Finding out we have borers in one of our big old trees has been pretty sad. It will fundamentally change our garden when the tree is removed. Suddenly, our neighbours’ big, two storey wall will tower down on us. Suddenly there will be sun on garden beds I had planted for shade. Everything growing in them will need to be shifted.
But this also means I’ll have garden beds to reimagine. I’ll have a whole side of the yard that I can plant with new, tougher trees (more on that in next week’s newsletter). More sun means more opportunities to grow flowers (which I was starting to have to avoid as the trees grew and the garden got shadier and shadier).
In short, this is nothing more or less than a reminder that, in every garden, nothing stays the same for long. And nothing will ever be perfect forever. With an increasingly hot, dry climate, with new bugs knocking on our doorstep and summer heatwaves that blast us for two months of the year, we need to be as tough and resilient as the plants we grow. Most of all, we need to continue growing gardens in the face of adversity. Because we need to keep our planet green and full of life. Because if we don’t, who will? And because gardening is, in the end, always an act of hope.
That said, I’m off to go shopping for trees.
P.S. Speaking of trees, stay tuned for a list of trees that are less susceptible to the shit hole borers - I’ll get working on it ASAP and send it through to subscribers next week!

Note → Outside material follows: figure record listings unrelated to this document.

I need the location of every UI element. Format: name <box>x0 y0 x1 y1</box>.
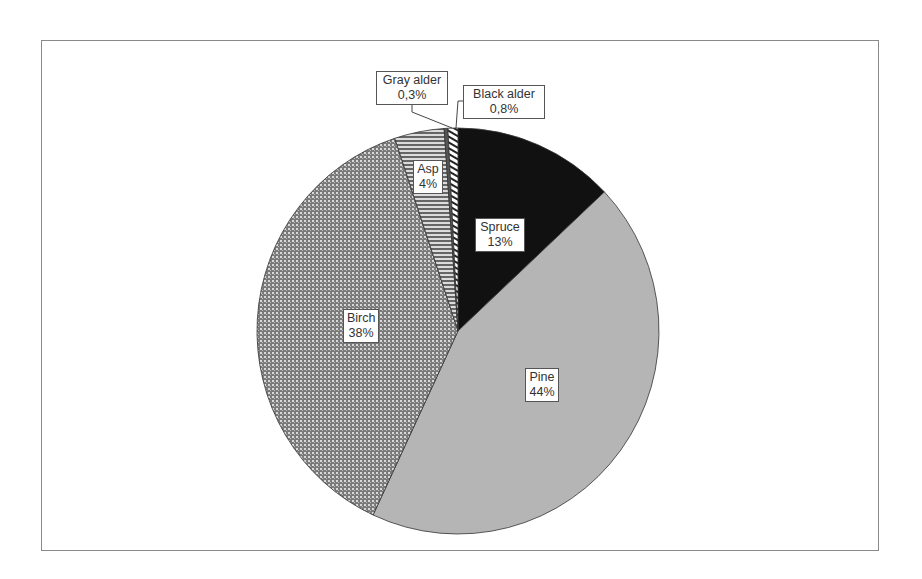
label-spruce: Spruce 13% <box>475 218 525 252</box>
gray-alder-leader <box>412 105 452 128</box>
label-birch: Birch 38% <box>343 309 379 343</box>
label-name: Spruce <box>479 220 521 235</box>
label-asp: Asp 4% <box>413 160 443 194</box>
label-name: Pine <box>529 370 555 385</box>
label-name: Black alder <box>467 87 541 102</box>
label-name: Asp <box>417 162 439 177</box>
label-pct: 44% <box>529 385 555 400</box>
label-name: Birch <box>347 311 375 326</box>
pie-chart <box>0 0 922 579</box>
label-pine: Pine 44% <box>525 368 559 402</box>
label-pct: 38% <box>347 326 375 341</box>
label-black-alder: Black alder 0,8% <box>463 85 545 119</box>
label-pct: 0,8% <box>467 102 541 117</box>
black-alder-leader <box>456 101 463 128</box>
label-pct: 4% <box>417 177 439 192</box>
label-gray-alder: Gray alder 0,3% <box>376 71 448 105</box>
label-pct: 0,3% <box>380 88 444 103</box>
label-name: Gray alder <box>380 73 444 88</box>
label-pct: 13% <box>479 235 521 250</box>
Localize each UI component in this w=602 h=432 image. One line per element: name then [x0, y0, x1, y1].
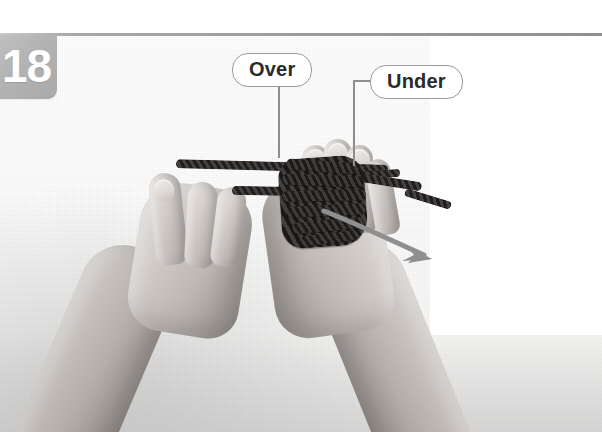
- thumbnail-icon: [153, 178, 175, 202]
- header-divider: [0, 33, 602, 36]
- instruction-photo: [0, 35, 602, 432]
- step-number-value: 18: [2, 43, 51, 89]
- callout-over-label: Over: [249, 58, 295, 80]
- callout-under: Under: [370, 65, 463, 99]
- direction-arrow-icon: [320, 203, 460, 273]
- step-illustration-page: 18 Over Under: [0, 0, 602, 432]
- callout-over: Over: [232, 53, 312, 87]
- under-leader-line-vertical: [353, 80, 355, 166]
- rope-coil-wrap: [282, 189, 366, 201]
- callout-under-label: Under: [387, 70, 446, 92]
- step-number-badge: 18: [0, 35, 57, 99]
- over-leader-line: [278, 86, 280, 158]
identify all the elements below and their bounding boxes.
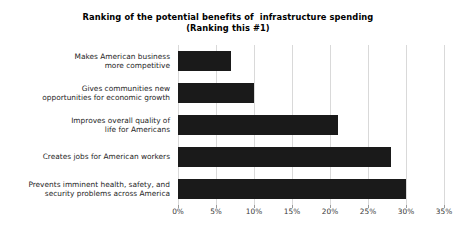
- x-tick-label: 30%: [398, 207, 414, 217]
- category-label: Creates jobs for American workers: [0, 141, 174, 173]
- x-tick-label: 25%: [360, 207, 376, 217]
- bar[interactable]: [178, 83, 254, 103]
- category-axis-labels: Makes American businessmore competitiveG…: [0, 45, 174, 205]
- category-label-line: Gives communities new: [0, 84, 170, 93]
- bar-slot: [178, 141, 444, 173]
- category-label-line: Creates jobs for American workers: [0, 152, 170, 161]
- category-label-line: security problems across America: [0, 189, 170, 198]
- bar-slot: [178, 45, 444, 77]
- x-tick-label: 35%: [436, 207, 452, 217]
- bar-slot: [178, 173, 444, 205]
- category-label: Prevents imminent health, safety, andsec…: [0, 173, 174, 205]
- bar[interactable]: [178, 179, 406, 199]
- category-label-line: Improves overall quality of: [0, 116, 170, 125]
- category-label: Makes American businessmore competitive: [0, 45, 174, 77]
- x-tick-label: 5%: [210, 207, 222, 217]
- x-tick-label: 15%: [284, 207, 300, 217]
- category-label-line: Prevents imminent health, safety, and: [0, 180, 170, 189]
- category-label: Improves overall quality oflife for Amer…: [0, 109, 174, 141]
- x-tick-label: 0%: [172, 207, 184, 217]
- chart-title-line-2: (Ranking this #1): [0, 23, 456, 34]
- chart-title: Ranking of the potential benefits of inf…: [0, 12, 456, 34]
- category-label-line: more competitive: [0, 61, 170, 70]
- bar-series: [178, 45, 444, 205]
- chart-figure: Ranking of the potential benefits of inf…: [0, 0, 456, 233]
- x-axis-tick-labels: 0%5%10%15%20%25%30%35%: [178, 207, 444, 219]
- category-label-line: life for Americans: [0, 125, 170, 134]
- category-label-line: opportunities for economic growth: [0, 93, 170, 102]
- category-label-line: Makes American business: [0, 52, 170, 61]
- bar-slot: [178, 77, 444, 109]
- gridline-35%: [444, 45, 445, 205]
- bar[interactable]: [178, 51, 231, 71]
- chart-title-line-1: Ranking of the potential benefits of inf…: [0, 12, 456, 23]
- bar[interactable]: [178, 147, 391, 167]
- plot-area: [178, 45, 444, 205]
- x-tick-label: 10%: [246, 207, 262, 217]
- category-label: Gives communities newopportunities for e…: [0, 77, 174, 109]
- bar[interactable]: [178, 115, 338, 135]
- x-tick-label: 20%: [322, 207, 338, 217]
- bar-slot: [178, 109, 444, 141]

Until then, stay vigilant amigos, and happy gardening,
Xx Casey
Please share this newsletter!
I always love it when readers share my newsletters, but this time it’s about more than fluffing my own overinflated ego. It’s s, so important that as many Perth gardeners become aware of the signs and symptoms of the shot hole borers as possible, so more of us can act to protect our trees. Please, if you know anyone else who might benefit from this newsletter, pass it along to them. Thanks!
Looks like I'm out of the quarantine area for now but will keep an eye out!
HI Casey, I've shared this with members of the West Leederville Community Garden. The more people aware the better!